IPFW In-kernel NAT -- Visibility into Dropped Packets, State Table?

I'm working through a puzzle with a new ipfw configuration and am trying to confirm if the packets are being dropped by the in-kernel NAT (called by nat tablearg ip4 from any to any [recv|xmit] table(nat_from_if)) or if there is something else going on.

While natd(8) has the -log_denied option, I don't see anything equivalent for ipfw configuration. The log option only appears to provide counts of connections, unless I'm missing something somewhere.

It would also be valuable to see if anything is getting through to the NAT that shouldn't be on a continuing basis.

I don't know that it was ever possible to "dump" the current NAT state table, but if there's a way to do that, it would be helpful as well.
 
The log option only appears to provide counts of connections, unless I'm missing something somewhere.
I don't use ipfw(8) myself but:
Code:
     log [logamount number]
             Packets matching a rule with the log keyword will be made
             available for logging in two ways: if the sysctl variable
             net.inet.ip.fw.verbose is set to 0 (default), one can use bpf(4)
             attached to the ipfw0 pseudo interface.  This pseudo interface
             can be created after a boot manually by using the following
             command:

                   # ifconfig ipfw0 create
If I read that correctly the logged packet will be available on the ipfw0 interface, you should be able to run tcpdump(1) on that.
 
Thanks, yes the log feature for ipfw(8) is very useful as it will log when a specific rule's condition matches. For debugging one can "tag" packets of interest early in the rule set and periodically count log tagged NNNN to trace their flow. Putting the tagging and logging into a numbered rule set lets one easily enable/disable tracing, without reloading the rules.

I'm looking for something a bit different though. The nat rule always matches just prior to passing the packet to the in-kernel NAT and would always log at the rule level. I'm trying to log did the in-kernel NAT drop the packet after it was passed it by the ipfw rule matching?
 
While adding log to the ipfw rule will log when the rule matches, it unfortunately does not seem to change the logging behavior of the in-kernel NAT itself.

In the days of 30 Mbps lines, the user-space NAT daemon wasn't an overwhelming burden. Now that residential lines are more than an order of magnitude faster, I'd prefer to keep things neatly in the kernel, without the need for additional system-critical processes and their supervision.

Packet tee and diversion to netgraph is certainly a good way to see packets that exist. Part of the challenge is that if a packet is dropped by the in-kernel NAT, you're looking for the absence of a packet that previously was there.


### [What is being asked]
Set down every record below exactly as written, but leave out the pictures.

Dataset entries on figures
***
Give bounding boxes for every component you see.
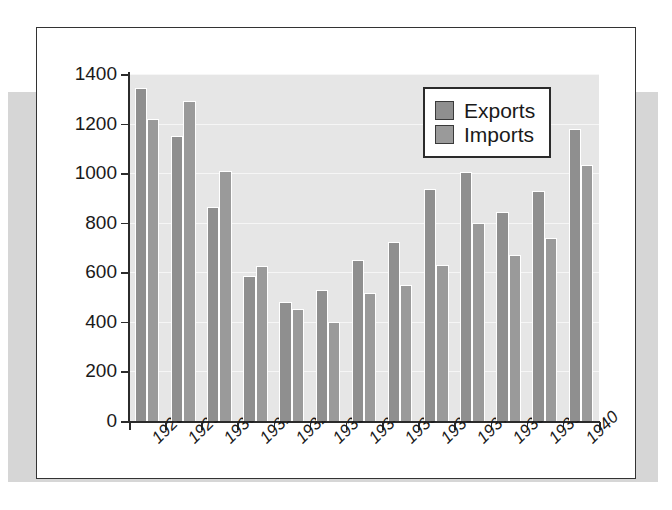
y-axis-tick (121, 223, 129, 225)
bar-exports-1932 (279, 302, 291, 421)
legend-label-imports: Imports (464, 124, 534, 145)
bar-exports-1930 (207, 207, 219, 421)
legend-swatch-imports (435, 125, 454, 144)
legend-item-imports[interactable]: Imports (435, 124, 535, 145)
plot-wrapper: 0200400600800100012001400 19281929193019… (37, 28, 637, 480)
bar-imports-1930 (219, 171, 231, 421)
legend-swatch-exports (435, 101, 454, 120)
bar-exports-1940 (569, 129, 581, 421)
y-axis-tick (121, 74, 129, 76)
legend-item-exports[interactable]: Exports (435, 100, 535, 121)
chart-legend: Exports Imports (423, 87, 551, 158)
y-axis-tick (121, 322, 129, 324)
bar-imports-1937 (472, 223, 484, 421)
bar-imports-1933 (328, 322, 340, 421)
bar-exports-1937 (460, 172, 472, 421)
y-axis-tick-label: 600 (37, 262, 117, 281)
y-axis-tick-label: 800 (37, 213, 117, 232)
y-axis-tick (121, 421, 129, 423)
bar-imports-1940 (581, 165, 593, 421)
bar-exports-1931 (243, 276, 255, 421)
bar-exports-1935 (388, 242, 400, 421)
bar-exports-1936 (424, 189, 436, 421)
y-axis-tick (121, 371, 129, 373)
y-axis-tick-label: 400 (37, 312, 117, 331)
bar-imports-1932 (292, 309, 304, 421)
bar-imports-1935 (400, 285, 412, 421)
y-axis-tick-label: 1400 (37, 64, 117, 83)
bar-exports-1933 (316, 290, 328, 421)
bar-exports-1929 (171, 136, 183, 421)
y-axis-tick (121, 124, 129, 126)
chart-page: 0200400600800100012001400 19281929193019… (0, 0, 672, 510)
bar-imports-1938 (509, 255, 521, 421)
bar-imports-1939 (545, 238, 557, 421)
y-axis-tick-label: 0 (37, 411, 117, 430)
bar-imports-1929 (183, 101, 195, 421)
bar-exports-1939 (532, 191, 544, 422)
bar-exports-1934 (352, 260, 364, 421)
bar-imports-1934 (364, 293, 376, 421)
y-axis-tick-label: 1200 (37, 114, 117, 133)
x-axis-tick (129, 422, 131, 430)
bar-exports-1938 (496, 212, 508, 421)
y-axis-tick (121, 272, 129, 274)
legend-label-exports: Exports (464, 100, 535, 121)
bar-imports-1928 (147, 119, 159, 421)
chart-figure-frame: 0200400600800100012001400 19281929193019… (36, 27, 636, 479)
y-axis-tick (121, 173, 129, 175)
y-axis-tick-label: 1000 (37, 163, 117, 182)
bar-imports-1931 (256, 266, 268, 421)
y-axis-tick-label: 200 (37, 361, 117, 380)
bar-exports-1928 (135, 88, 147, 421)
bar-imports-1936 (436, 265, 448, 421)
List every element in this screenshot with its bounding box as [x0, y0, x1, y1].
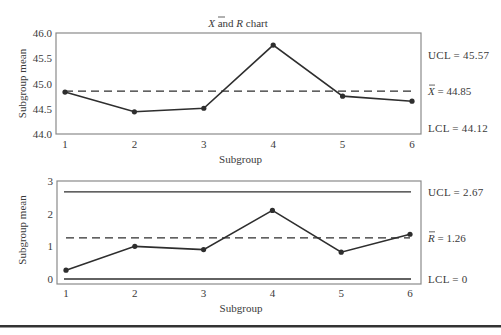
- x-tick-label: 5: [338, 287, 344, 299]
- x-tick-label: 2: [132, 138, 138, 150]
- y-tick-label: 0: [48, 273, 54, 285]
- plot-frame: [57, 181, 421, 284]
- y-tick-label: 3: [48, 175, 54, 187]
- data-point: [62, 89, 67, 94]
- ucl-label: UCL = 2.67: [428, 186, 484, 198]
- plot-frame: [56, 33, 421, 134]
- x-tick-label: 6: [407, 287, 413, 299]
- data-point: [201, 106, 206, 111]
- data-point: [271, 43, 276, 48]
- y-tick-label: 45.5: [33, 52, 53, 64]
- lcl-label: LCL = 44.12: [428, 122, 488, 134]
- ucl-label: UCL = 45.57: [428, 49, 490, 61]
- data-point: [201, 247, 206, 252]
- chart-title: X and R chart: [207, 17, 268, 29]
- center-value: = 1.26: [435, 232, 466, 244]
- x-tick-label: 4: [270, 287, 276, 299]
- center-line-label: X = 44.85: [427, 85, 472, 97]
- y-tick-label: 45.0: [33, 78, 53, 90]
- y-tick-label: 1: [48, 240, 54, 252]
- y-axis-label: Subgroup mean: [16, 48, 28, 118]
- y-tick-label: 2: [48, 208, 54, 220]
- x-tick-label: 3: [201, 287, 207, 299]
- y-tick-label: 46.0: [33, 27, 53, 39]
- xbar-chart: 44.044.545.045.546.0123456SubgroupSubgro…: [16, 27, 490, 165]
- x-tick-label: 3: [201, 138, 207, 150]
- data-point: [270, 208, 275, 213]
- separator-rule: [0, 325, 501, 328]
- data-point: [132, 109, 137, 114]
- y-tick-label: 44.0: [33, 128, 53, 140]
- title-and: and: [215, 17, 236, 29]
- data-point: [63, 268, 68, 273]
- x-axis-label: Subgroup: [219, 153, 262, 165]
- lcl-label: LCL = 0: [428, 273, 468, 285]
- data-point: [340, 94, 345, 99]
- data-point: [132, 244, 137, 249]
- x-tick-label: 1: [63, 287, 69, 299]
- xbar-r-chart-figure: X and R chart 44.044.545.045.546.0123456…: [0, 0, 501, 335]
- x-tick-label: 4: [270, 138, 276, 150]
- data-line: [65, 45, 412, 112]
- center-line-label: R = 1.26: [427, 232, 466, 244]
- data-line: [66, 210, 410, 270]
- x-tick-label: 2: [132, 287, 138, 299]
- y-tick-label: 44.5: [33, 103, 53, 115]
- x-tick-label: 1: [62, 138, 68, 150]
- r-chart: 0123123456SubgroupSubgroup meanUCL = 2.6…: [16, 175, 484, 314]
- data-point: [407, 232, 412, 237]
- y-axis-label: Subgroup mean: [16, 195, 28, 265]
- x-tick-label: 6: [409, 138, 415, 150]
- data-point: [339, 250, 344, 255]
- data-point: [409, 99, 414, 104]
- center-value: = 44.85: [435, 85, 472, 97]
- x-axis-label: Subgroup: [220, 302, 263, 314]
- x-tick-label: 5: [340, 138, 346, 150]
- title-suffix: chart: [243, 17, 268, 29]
***
### [Result below]
Give bounding boxes for every component you see.
y-axis-tick (121, 223, 129, 225)
bar-exports-1932 (279, 302, 291, 421)
legend-label-imports: Imports (464, 124, 534, 145)
bar-exports-1930 (207, 207, 219, 421)
legend-swatch-imports (435, 125, 454, 144)
legend-item-imports[interactable]: Imports (435, 124, 535, 145)
plot-wrapper: 0200400600800100012001400 19281929193019… (37, 28, 637, 480)
bar-imports-1930 (219, 171, 231, 421)
legend-swatch-exports (435, 101, 454, 120)
bar-exports-1940 (569, 129, 581, 421)
y-axis-tick (121, 74, 129, 76)
legend-item-exports[interactable]: Exports (435, 100, 535, 121)
chart-legend: Exports Imports (423, 87, 551, 158)
y-axis-tick (121, 322, 129, 324)
bar-imports-1937 (472, 223, 484, 421)
bar-imports-1933 (328, 322, 340, 421)
bar-exports-1937 (460, 172, 472, 421)
y-axis-tick-label: 600 (37, 262, 117, 281)
y-axis-tick-label: 800 (37, 213, 117, 232)
y-axis-tick (121, 421, 129, 423)
bar-imports-1940 (581, 165, 593, 421)
bar-exports-1931 (243, 276, 255, 421)
bar-exports-1935 (388, 242, 400, 421)
bar-exports-1936 (424, 189, 436, 421)
y-axis-tick (121, 371, 129, 373)
y-axis-tick-label: 400 (37, 312, 117, 331)
bar-imports-1932 (292, 309, 304, 421)
bar-imports-1935 (400, 285, 412, 421)
y-axis-tick-label: 1400 (37, 64, 117, 83)
bar-exports-1933 (316, 290, 328, 421)
bar-exports-1929 (171, 136, 183, 421)
y-axis-tick (121, 124, 129, 126)
chart-page: 0200400600800100012001400 19281929193019… (0, 0, 672, 510)
bar-imports-1938 (509, 255, 521, 421)
bar-imports-1939 (545, 238, 557, 421)
y-axis-tick-label: 0 (37, 411, 117, 430)
bar-imports-1929 (183, 101, 195, 421)
bar-exports-1939 (532, 191, 544, 422)
bar-exports-1934 (352, 260, 364, 421)
bar-imports-1934 (364, 293, 376, 421)
y-axis-tick-label: 1200 (37, 114, 117, 133)
x-axis-tick (129, 422, 131, 430)
bar-exports-1938 (496, 212, 508, 421)
y-axis-tick (121, 272, 129, 274)
legend-label-exports: Exports (464, 100, 535, 121)
bar-imports-1928 (147, 119, 159, 421)
chart-figure-frame: 0200400600800100012001400 19281929193019… (36, 27, 636, 479)
y-axis-tick (121, 173, 129, 175)
y-axis-tick-label: 1000 (37, 163, 117, 182)
bar-imports-1931 (256, 266, 268, 421)
y-axis-tick-label: 200 (37, 361, 117, 380)
bar-exports-1928 (135, 88, 147, 421)
bar-imports-1936 (436, 265, 448, 421)
List every element in this screenshot with its bounding box as [x0, y0, x1, y1].
- x-tick-label: 5: [338, 287, 344, 299]
- x-tick-label: 2: [132, 138, 138, 150]
- y-tick-label: 0: [48, 273, 54, 285]
- plot-frame: [57, 181, 421, 284]
- y-tick-label: 3: [48, 175, 54, 187]
- data-point: [62, 89, 67, 94]
- ucl-label: UCL = 2.67: [428, 186, 484, 198]
- plot-frame: [56, 33, 421, 134]
- x-tick-label: 6: [407, 287, 413, 299]
- data-point: [201, 106, 206, 111]
- data-point: [271, 43, 276, 48]
- y-tick-label: 45.5: [33, 52, 53, 64]
- lcl-label: LCL = 44.12: [428, 122, 488, 134]
- ucl-label: UCL = 45.57: [428, 49, 490, 61]
- data-point: [201, 247, 206, 252]
- chart-title: X and R chart: [207, 17, 268, 29]
- center-value: = 1.26: [435, 232, 466, 244]
- x-tick-label: 4: [270, 287, 276, 299]
- center-line-label: X = 44.85: [427, 85, 472, 97]
- y-tick-label: 45.0: [33, 78, 53, 90]
- y-tick-label: 1: [48, 240, 54, 252]
- y-axis-label: Subgroup mean: [16, 48, 28, 118]
- y-tick-label: 2: [48, 208, 54, 220]
- x-tick-label: 3: [201, 287, 207, 299]
- y-tick-label: 46.0: [33, 27, 53, 39]
- xbar-chart: 44.044.545.045.546.0123456SubgroupSubgro…: [16, 27, 490, 165]
- x-tick-label: 3: [201, 138, 207, 150]
- data-point: [270, 208, 275, 213]
- separator-rule: [0, 325, 501, 328]
- data-point: [132, 109, 137, 114]
- y-tick-label: 44.0: [33, 128, 53, 140]
- title-and: and: [215, 17, 236, 29]
- data-point: [63, 268, 68, 273]
- x-axis-label: Subgroup: [219, 153, 262, 165]
- lcl-label: LCL = 0: [428, 273, 468, 285]
- data-point: [340, 94, 345, 99]
- data-point: [132, 244, 137, 249]
- x-tick-label: 1: [63, 287, 69, 299]
- xbar-r-chart-figure: X and R chart 44.044.545.045.546.0123456…: [0, 0, 501, 335]
- x-tick-label: 4: [270, 138, 276, 150]
- data-line: [65, 45, 412, 112]
- center-line-label: R = 1.26: [427, 232, 466, 244]
- data-line: [66, 210, 410, 270]
- x-tick-label: 2: [132, 287, 138, 299]
- y-tick-label: 44.5: [33, 103, 53, 115]
- x-tick-label: 1: [62, 138, 68, 150]
- r-chart: 0123123456SubgroupSubgroup meanUCL = 2.6…: [16, 175, 484, 314]
- data-point: [407, 232, 412, 237]
- y-axis-label: Subgroup mean: [16, 195, 28, 265]
- x-tick-label: 6: [409, 138, 415, 150]
- data-point: [339, 250, 344, 255]
- data-point: [409, 99, 414, 104]
- center-value: = 44.85: [435, 85, 472, 97]
- x-axis-label: Subgroup: [220, 302, 263, 314]
- x-tick-label: 5: [340, 138, 346, 150]
- title-suffix: chart: [243, 17, 268, 29]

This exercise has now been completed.